Crypto Futures Liquidations Spike: $144M in One Hour, $659M in 24H — BTC, ETH Hit Hard

Major exchanges including Binance, Bybit and OKX reported a concentrated wave of crypto futures liquidations that peaked at about $144 million within a single hour and totaled roughly $659 million over 24 hours. Bitcoin accounted for roughly 65% of the liquidated value and Ethereum about 22%; altcoins made up the remainder. Approximately 85% of liquidations were long positions. The event occurred during Asian trading hours and was driven by a sharp downward price move amid elevated open interest and slightly positive funding rates, with perpetual swaps responsible for most forced closes. Analytics showed liquidation clusters for BTC futures around $58,000–$62,000. Exchanges’ risk engines, circuit breakers and insurance funds contained systemic risk, and the 24-hour total represented roughly 0.6% of typical daily derivatives volume. Compared with past mega-liquidation days, this episode is notable but not extreme. Key takeaways for traders: reduce leverage, tighten position sizing and stop-losses, monitor funding rates, open interest and margin ratios, and watch liquidation clusters that can widen order-book slippage. This episode signals heightened short-term volatility in derivatives markets rather than systemic failure, underscoring persistent derivatives risk as institutional and retail participation grows.
Bearish
The liquidation wave is bearish for near-term price action of the mentioned cryptocurrencies, primarily BTC and ETH. Large, concentrated long liquidations remove buyer interest and create immediate sell pressure through forced deleveraging; the reported clusters around $58k–$62k for BTC likely intensified downward momentum within that range. Elevated open interest and positive funding rates made longs vulnerable to a corrective move, and perpetual swap mechanics amplify cascades when short-term funding incentivizes directional positioning. Although exchanges’ risk engines and insurance funds contained systemic spillovers and the 24-hour total is small versus overall derivatives volume, the event increases short-term volatility and downside risk until margin levels and open interest normalize. For traders, expect greater slippage and potential volatility around identified liquidation clusters; risk management (lower leverage, tighter stops, monitor funding) should temper directional exposures. Over the medium to long term this is not necessarily a structural negative if it reflects routine deleveraging, but repeated or larger-scale cascades could prolong downward pressure and deter leveraged long positioning.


> **Task to carry out**:
Transcribe the entries below without changing a word, and omit every picture.

(Data for review begins)

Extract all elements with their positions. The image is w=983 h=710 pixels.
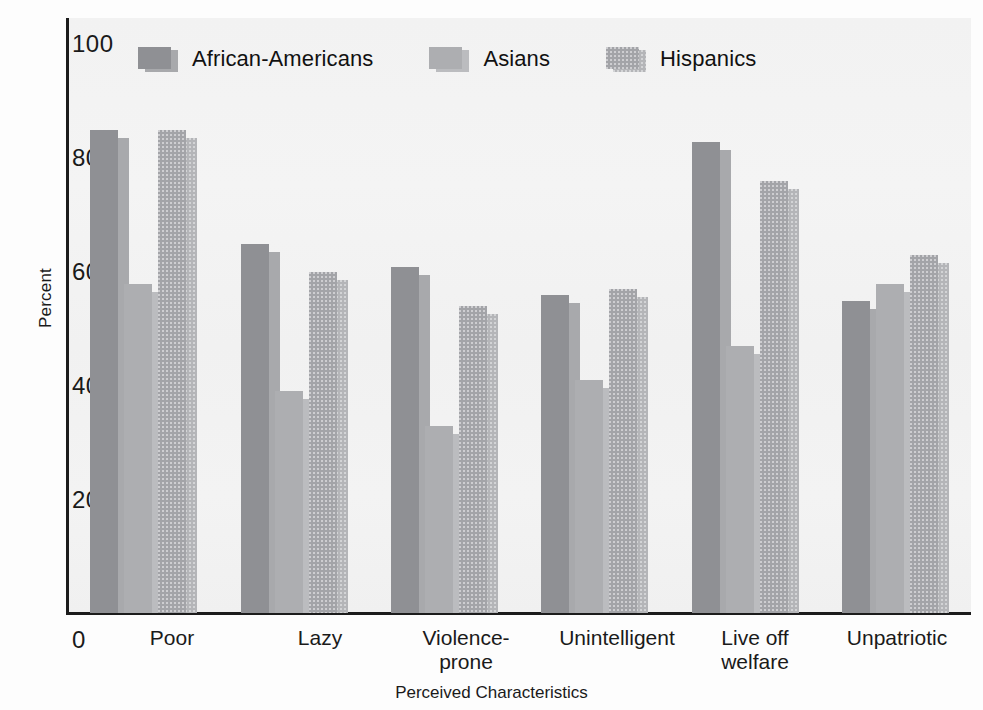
plot-area-background [66, 18, 971, 613]
legend-label-hispanics: Hispanics [660, 46, 756, 72]
x-label-line: welfare [675, 650, 835, 674]
y-tick-label-60: 60 [72, 260, 100, 284]
legend-swatch-icon-hispanics [606, 47, 646, 72]
y-tick-label-40: 40 [72, 374, 100, 398]
x-label-poor: Poor [92, 626, 252, 650]
x-axis-title: Perceived Characteristics [0, 683, 983, 703]
legend-label-asians: Asians [483, 46, 550, 72]
x-label-lazy: Lazy [240, 626, 400, 650]
y-axis-title: Percent [36, 238, 56, 358]
y-tick-label-0: 0 [72, 628, 85, 652]
legend-label-african-americans: African-Americans [192, 46, 373, 72]
legend-item-african-americans: African-Americans [138, 46, 373, 72]
x-label-line: Lazy [240, 626, 400, 650]
x-axis-line [66, 612, 971, 615]
y-tick-label-100: 100 [72, 32, 114, 56]
y-axis-line [66, 18, 69, 615]
x-label-line: Poor [92, 626, 252, 650]
x-label-line: Unpatriotic [812, 626, 982, 650]
legend-item-hispanics: Hispanics [606, 46, 756, 72]
legend-item-asians: Asians [429, 46, 550, 72]
bar-chart-figure: 100 80 60 40 20 0 Percent Perceived Char… [0, 0, 983, 710]
x-label-unpatriotic: Unpatriotic [812, 626, 982, 650]
legend-swatch-icon-african-americans [138, 47, 178, 72]
x-label-line: Live off [675, 626, 835, 650]
chart-legend: African-Americans Asians Hispanics [138, 46, 756, 72]
legend-swatch-icon-asians [429, 47, 469, 72]
x-label-line: prone [386, 650, 546, 674]
y-tick-label-80: 80 [72, 146, 100, 170]
y-tick-label-20: 20 [72, 488, 100, 512]
x-label-live-off-welfare: Live off welfare [675, 626, 835, 675]
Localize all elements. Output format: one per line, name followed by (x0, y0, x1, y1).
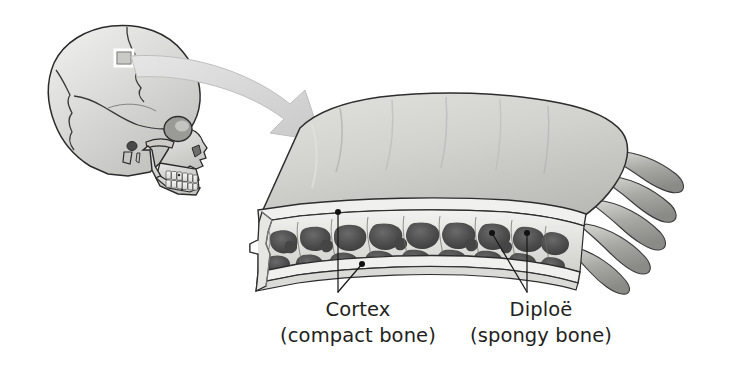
mandible-foramen (181, 189, 183, 191)
diploe-label-subtitle: (spongy bone) (470, 324, 612, 347)
styloid-process (136, 153, 140, 163)
diploe-label-title: Diploë (510, 298, 573, 321)
diploe-dot-right (524, 230, 530, 236)
cortex-dot-inner (359, 261, 365, 267)
anatomy-figure: Cortex (compact bone) Diploë (spongy bon… (0, 0, 734, 383)
mental-foramen (178, 174, 181, 177)
acoustic-meatus (127, 142, 137, 151)
diploe-dot-left (489, 230, 495, 236)
figure-canvas: Cortex (compact bone) Diploë (spongy bon… (0, 0, 734, 383)
cortex-dot-outer (335, 209, 341, 215)
cortex-label-subtitle: (compact bone) (280, 324, 436, 347)
orbit-highlight (175, 121, 189, 132)
cortex-label-title: Cortex (325, 298, 390, 321)
sample-site-highlight (115, 50, 133, 66)
mastoid-process (123, 152, 132, 164)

(Data for review ends)

> **Output of the task**:
Extract all elements with their positions. The image is w=983 h=710 pixels.
plot-area-background [66, 18, 971, 613]
legend-label-hispanics: Hispanics [660, 46, 756, 72]
x-label-line: welfare [675, 650, 835, 674]
y-tick-label-60: 60 [72, 260, 100, 284]
legend-swatch-icon-hispanics [606, 47, 646, 72]
y-tick-label-40: 40 [72, 374, 100, 398]
x-label-poor: Poor [92, 626, 252, 650]
x-axis-title: Perceived Characteristics [0, 683, 983, 703]
legend-label-asians: Asians [483, 46, 550, 72]
x-label-lazy: Lazy [240, 626, 400, 650]
y-axis-title: Percent [36, 238, 56, 358]
y-tick-label-0: 0 [72, 628, 85, 652]
legend-label-african-americans: African-Americans [192, 46, 373, 72]
legend-item-african-americans: African-Americans [138, 46, 373, 72]
x-label-line: Lazy [240, 626, 400, 650]
x-axis-line [66, 612, 971, 615]
y-tick-label-100: 100 [72, 32, 114, 56]
y-axis-line [66, 18, 69, 615]
x-label-line: Poor [92, 626, 252, 650]
x-label-line: Unpatriotic [812, 626, 982, 650]
legend-item-hispanics: Hispanics [606, 46, 756, 72]
legend-item-asians: Asians [429, 46, 550, 72]
bar-chart-figure: 100 80 60 40 20 0 Percent Perceived Char… [0, 0, 983, 710]
x-label-unpatriotic: Unpatriotic [812, 626, 982, 650]
legend-swatch-icon-african-americans [138, 47, 178, 72]
x-label-line: Live off [675, 626, 835, 650]
chart-legend: African-Americans Asians Hispanics [138, 46, 756, 72]
legend-swatch-icon-asians [429, 47, 469, 72]
x-label-line: prone [386, 650, 546, 674]
y-tick-label-80: 80 [72, 146, 100, 170]
y-tick-label-20: 20 [72, 488, 100, 512]
x-label-live-off-welfare: Live off welfare [675, 626, 835, 675]
Localize all elements. Output format: one per line, name followed by (x0, y0, x1, y1).
mandible-foramen (181, 189, 183, 191)
diploe-label-subtitle: (spongy bone) (470, 324, 612, 347)
styloid-process (136, 153, 140, 163)
diploe-label-title: Diploë (510, 298, 573, 321)
diploe-dot-right (524, 230, 530, 236)
cortex-dot-inner (359, 261, 365, 267)
anatomy-figure: Cortex (compact bone) Diploë (spongy bon… (0, 0, 734, 383)
mental-foramen (178, 174, 181, 177)
acoustic-meatus (127, 142, 137, 151)
diploe-dot-left (489, 230, 495, 236)
figure-canvas: Cortex (compact bone) Diploë (spongy bon… (0, 0, 734, 383)
cortex-dot-outer (335, 209, 341, 215)
cortex-label-subtitle: (compact bone) (280, 324, 436, 347)
orbit-highlight (175, 121, 189, 132)
cortex-label-title: Cortex (325, 298, 390, 321)
sample-site-highlight (115, 50, 133, 66)
mastoid-process (123, 152, 132, 164)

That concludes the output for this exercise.